For people pushing for credit and investment in poor neighborhoods, recent Capitol Hill news comes in three categories–bad, worse and Senator Phil Gramm. The House is trying to hobble the Community Reinvestment Act by making sure it doesn’t apply to the financial behemoths of the future. In the Senate, Gramm is trying to cripple the law for good.

CRA, which requires banks to provide credit equitably on their home turf, has been responsible for hundreds of millions of dollars of loans in low- and moderate-income neighborhoods. But when Phil Gramm took over the Senate banking committee last year, CRA’s backers predicted doom, since the conservative senator had railed against the law for years.

Now, their fears are being realized. Over the last weeks, the House and Senate have been developing versions of the “financial modernization” banking bill, which would eliminate barriers between banking, securities and insurance companies. The bill opens the gate for the creation of enormous financial conglomerates, like the recent Citibank-Traveler’s union. And if the pin-striped set gets its way, Congress will allow these new megaliths to duck the requirements of the 22-year-old Community Reinvestment Act.

The Senate version of the new bill, passed out of committee on March 4, would go much further. A Safe Harbor provision would effectively keep community groups from commenting on a bank’s CRA record if the bank had a “satisfactory” or better overall rating–regardless of its local history. And an amendment from Senator Richard Shelby exempts rural banks with assets of $100 million or less from CRA, which would include roughly 60 percent of the banks and thrifts in the country.

The House version, passed last Thursday, doesn’t include those cutthroat provisions, but it would allow newly-formed mega-banks to escape CRA.

Effectively, that means that Congressional debate has shifted from extending the law to cutting it back. “Gramm’s been very savvy about capturing people’s attention and making them argue on his terms about saving CRA at all,” said Sarah Ludwig, who runs a New York task force on fair lending issues.

Democrats on the Senate banking committee were incensed by how Gramm handled the debate, and the White House has sent a letter promising to veto his bill.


*TASK STATEMENT*:
Copy every line of the data in which the word "button" occurs.

*RECORDS PROVIDED*:
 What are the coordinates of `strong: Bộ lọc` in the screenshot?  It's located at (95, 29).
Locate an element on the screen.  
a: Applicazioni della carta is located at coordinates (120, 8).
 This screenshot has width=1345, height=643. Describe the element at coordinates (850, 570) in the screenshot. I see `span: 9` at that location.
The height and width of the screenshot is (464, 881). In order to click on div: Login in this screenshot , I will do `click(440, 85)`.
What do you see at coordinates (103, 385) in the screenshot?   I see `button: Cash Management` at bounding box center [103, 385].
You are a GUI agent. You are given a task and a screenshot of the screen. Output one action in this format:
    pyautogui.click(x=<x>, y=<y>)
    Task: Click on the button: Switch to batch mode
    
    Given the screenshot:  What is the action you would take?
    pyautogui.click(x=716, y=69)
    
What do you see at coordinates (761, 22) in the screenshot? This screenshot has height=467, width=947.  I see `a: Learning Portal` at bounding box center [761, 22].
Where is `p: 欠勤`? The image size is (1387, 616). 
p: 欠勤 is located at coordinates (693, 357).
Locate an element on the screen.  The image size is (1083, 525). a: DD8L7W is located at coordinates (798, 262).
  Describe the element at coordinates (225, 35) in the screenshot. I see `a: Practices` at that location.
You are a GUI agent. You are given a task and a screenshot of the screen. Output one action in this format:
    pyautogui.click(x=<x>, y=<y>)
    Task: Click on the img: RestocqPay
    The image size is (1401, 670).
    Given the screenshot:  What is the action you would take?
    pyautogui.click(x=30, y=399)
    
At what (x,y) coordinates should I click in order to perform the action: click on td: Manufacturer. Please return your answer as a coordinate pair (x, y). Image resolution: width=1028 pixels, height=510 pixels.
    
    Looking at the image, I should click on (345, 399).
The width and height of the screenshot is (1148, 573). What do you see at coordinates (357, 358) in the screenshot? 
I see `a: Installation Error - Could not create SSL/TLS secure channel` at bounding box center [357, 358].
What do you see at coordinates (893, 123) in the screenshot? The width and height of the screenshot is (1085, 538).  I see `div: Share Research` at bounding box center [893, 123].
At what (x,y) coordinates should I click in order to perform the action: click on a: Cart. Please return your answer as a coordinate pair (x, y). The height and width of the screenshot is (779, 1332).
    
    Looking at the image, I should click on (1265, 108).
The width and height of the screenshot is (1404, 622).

*ANSWER*:
What do you see at coordinates (103, 385) in the screenshot?   I see `button: Cash Management` at bounding box center [103, 385].
    Task: Click on the button: Switch to batch mode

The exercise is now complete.